The bar is from a deep city stereotype. The bartender is a cartoon character from a 1965 iconic holiday cartoon. He is drawn older, but the red on his t-shirt is still bright.
The bar is from a deep city stereotype. The bartender is a cartoon character from a 1965 iconic holiday cartoon. He is drawn older, but the red on his t-shirt is still bright. The day is done. The week is done. There is one man at the bar. His head is forehead-down on the dark wood, right behind a rock glass that holds an ice cube, useless in that it gets little chance to cool the whiskey poured over it in regular intervals. The man bolts down the liquid, requests another, and the dance repeats with excruciating pauses; like the minimum moments spent before it is polite to leave a party but you wouldn’t want people to think that you were rude, or in this case, struggling. The man straddles his barstool like he might excel at sitting a horse, but his shoes–one untied–betray a man of business, or some discipline carried out under a roof, near office supplies instead of under an open sky, or near any kind of hoofed beast. This is not to say that the man is meek, or diminutive. He is physically robust and healthy, but only physically. His shoulders, lean and defined from gym time, sit in symmetry as points of two triangles–his elbows, winged away from his ears, and then his hands, wrapped around the glass– make the other necessary points. Emotionally, he has no shape, and at this moment, no hope.

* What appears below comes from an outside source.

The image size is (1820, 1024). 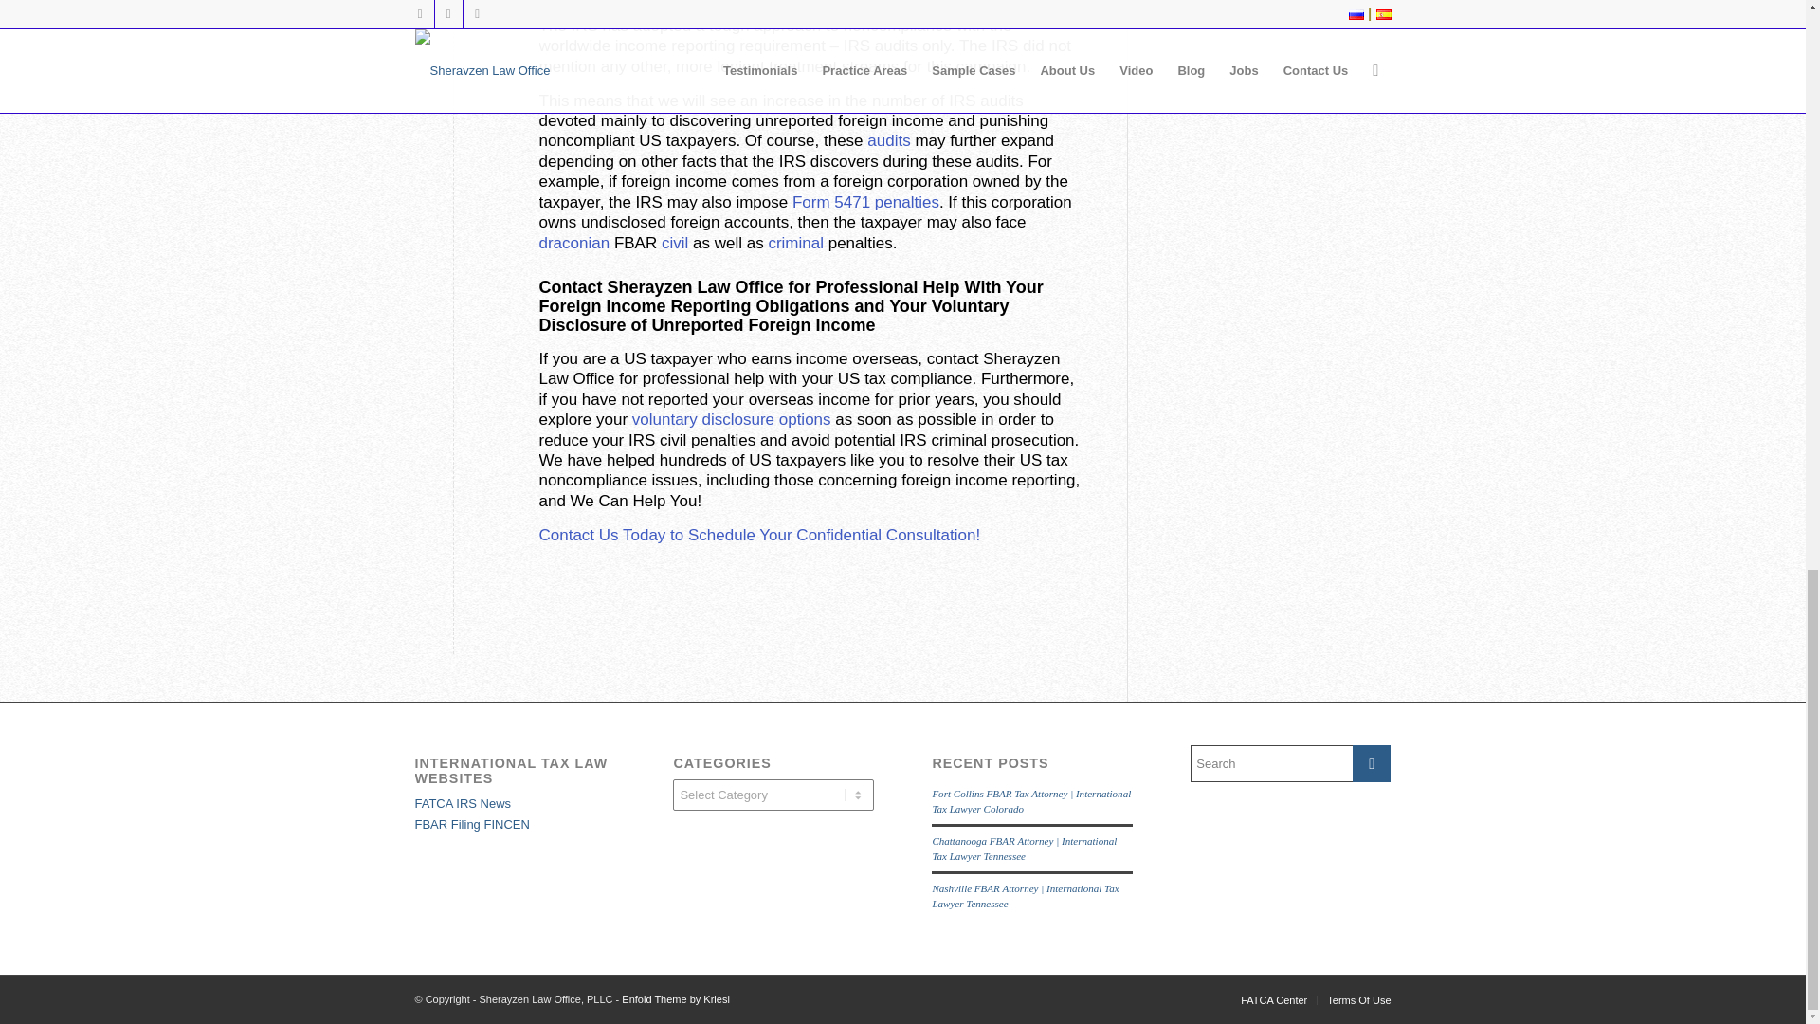 I want to click on audits, so click(x=889, y=140).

The bartender holds up a wine glass, examines the rim, and moves a linen rag in contest with the lipstick mark missed by the dishwasher. He wins. He hangs the glass upside down with the others in its rack. He turns and takes a drink of water from his own glass, set back underneath a small, blue cartoon blanket that hangs up on a hook between the great, long mirror, the shelves of different liquor bottles, and the coffee machine.
The man raises his head from the surface of the bar. He finds the bartender with his eyes, briefly examines his own glass with the lone, melting ice cube, then pushes himself up so that his spine is straight. He wavers slightly, then steadies himself with one foot on the ground and both hands clawed onto the edge of the bar as if he was a lobster. He stares at the bartender. He squints and then gasps. His jaw drops. He wipes spittle off of his hung-open lower lip, then opens both arms as he can hardly believe whom he is seeing.

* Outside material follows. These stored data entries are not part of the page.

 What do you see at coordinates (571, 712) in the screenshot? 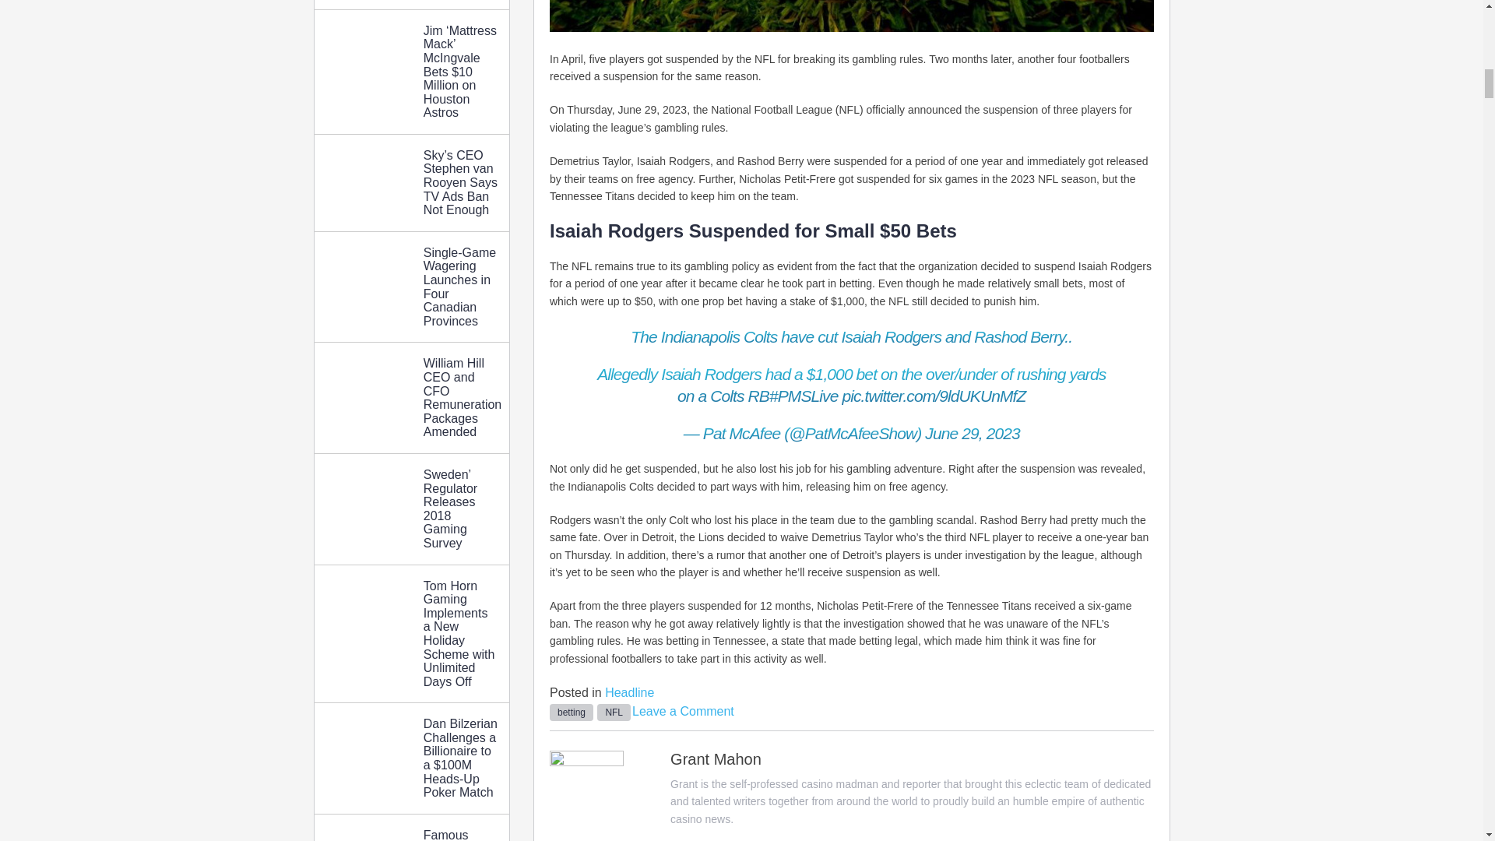
I see `betting` at bounding box center [571, 712].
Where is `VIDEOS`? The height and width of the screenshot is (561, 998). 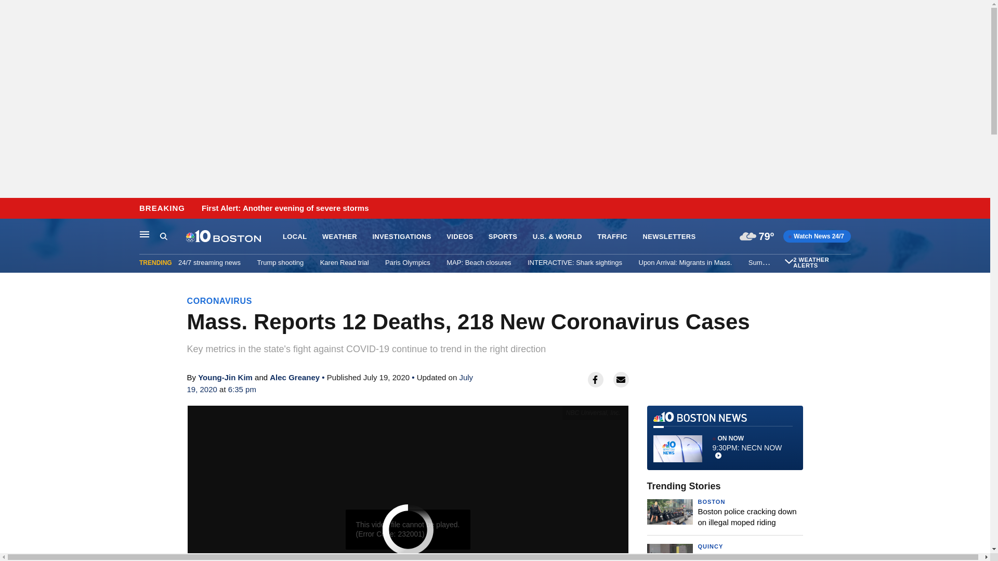
VIDEOS is located at coordinates (459, 237).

“You. I…say it,” he says. “Could ya say it? Not the whole thing. I don’ need it all. Jus’ start it off. Start it off with those two words. Jus’ the two, an’ then I’ll go.” He closes his eyes, and bows his head, hanging it off of his shoulders again. He folds his arms and rests them on the bar in front of him. “Plze.”

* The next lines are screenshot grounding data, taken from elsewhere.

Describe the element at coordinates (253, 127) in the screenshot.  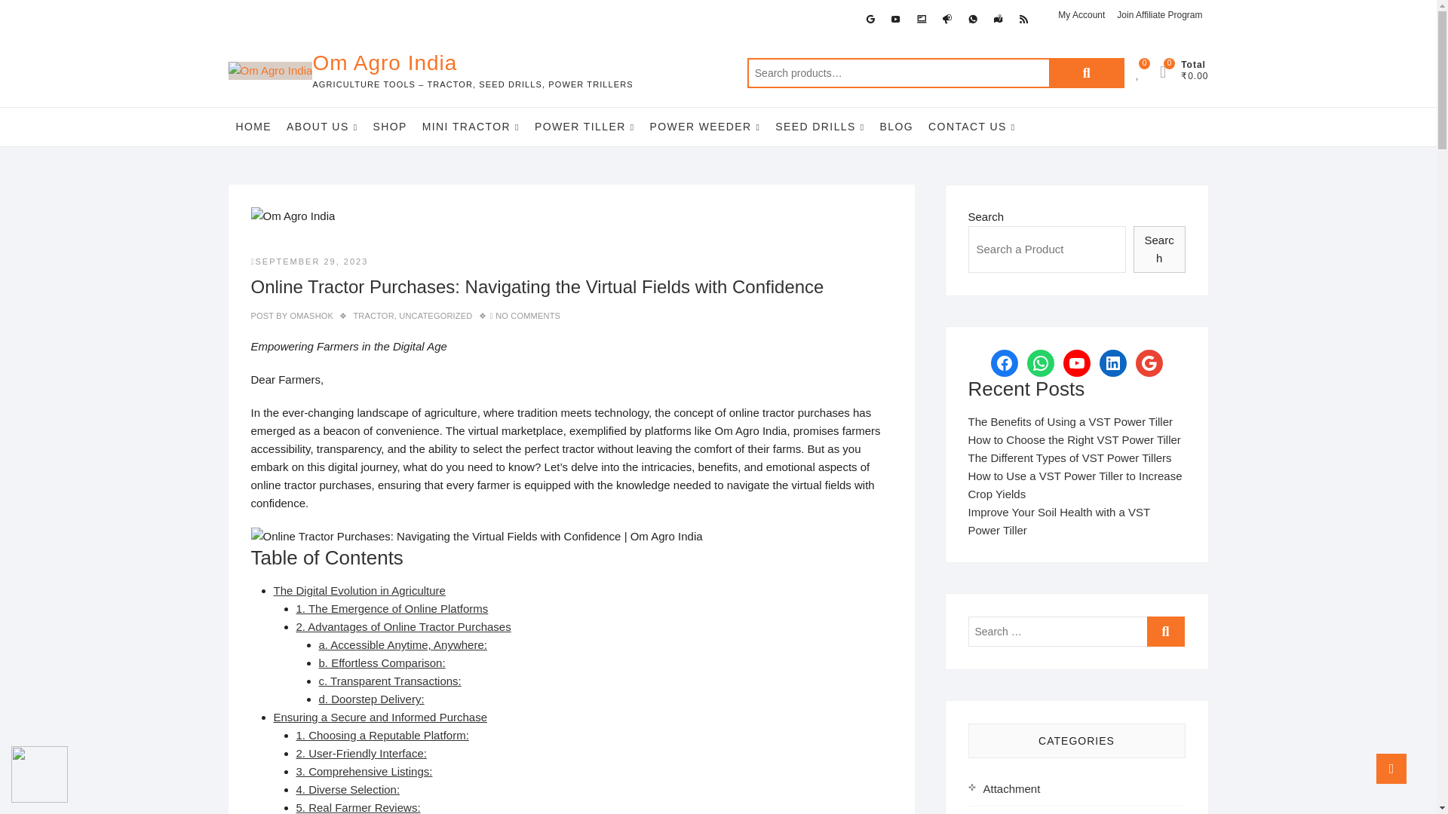
I see `HOME` at that location.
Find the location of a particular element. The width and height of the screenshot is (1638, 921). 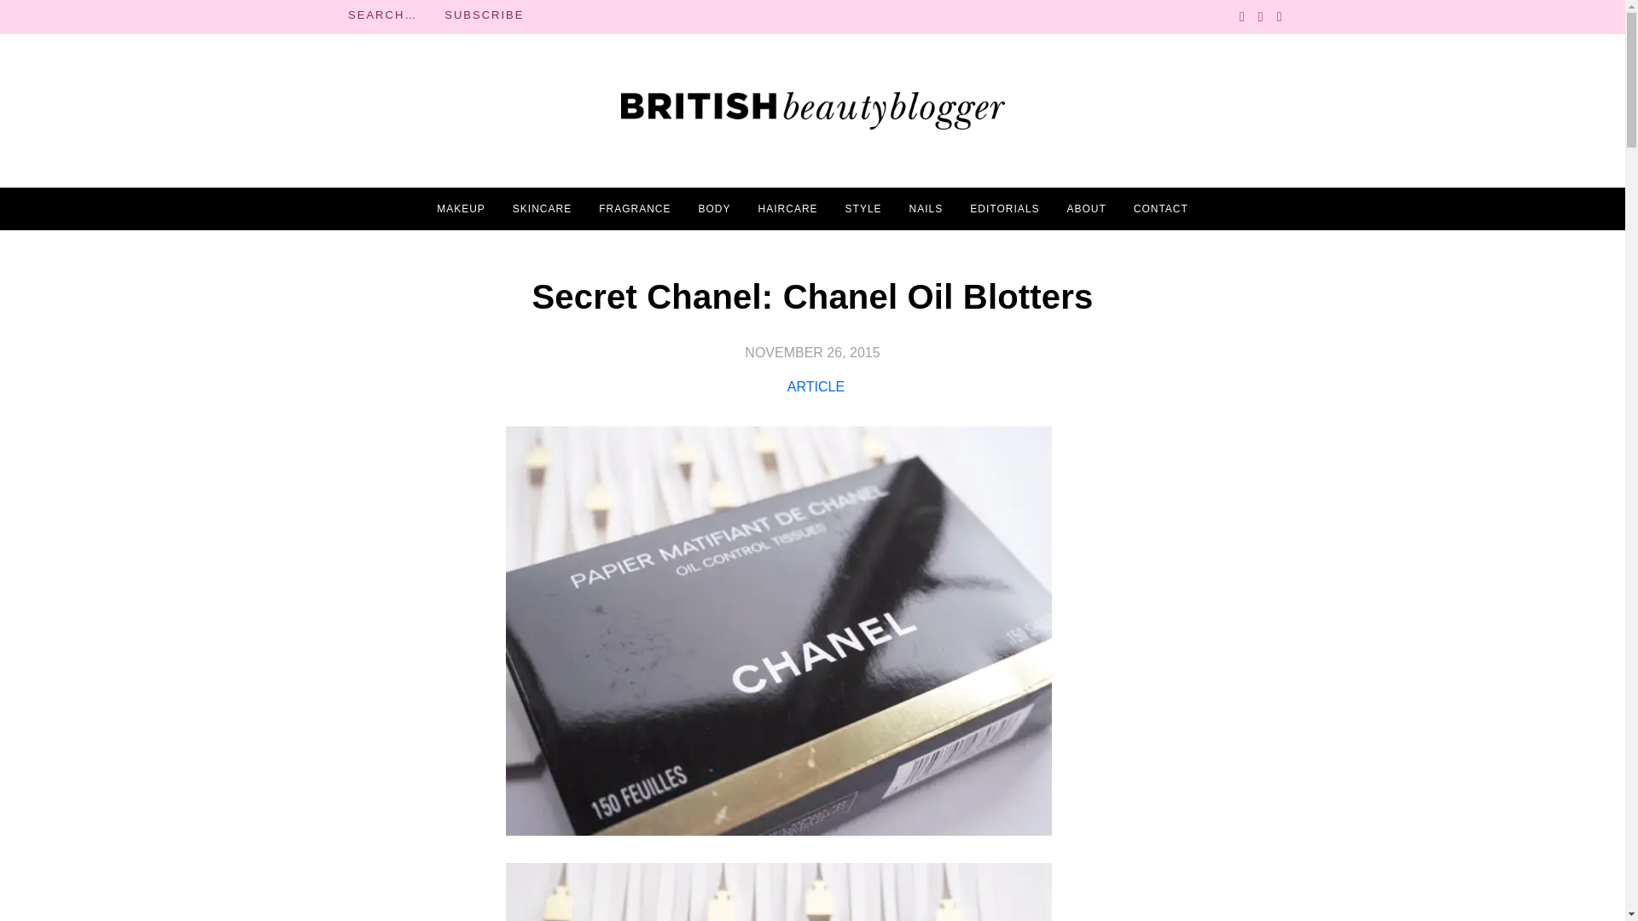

The bartender sets his glass down, turns, and walks over to stand in front of his real-life patron. It is dead-late in the night. There is no noise. Nobody else around. He wipes some water off of the bar. He shakes his head, clears his throat, and says, in that voice,
“Lights please?”
The man stands straight and looks at the bartender. The man is weeping, but there is a glorious smile on his face. He slams money down on the bar, tucks in his shirt, fixes his hair, then makes his way to the door. He steps out onto the street, but then turns and leans back into the bar. “Ligh’s plze. Ligh’s plze. Beautiful.” He waves to the bartender, and then leaves, muttering to himself, “Beautiful. Jus’ beautiful."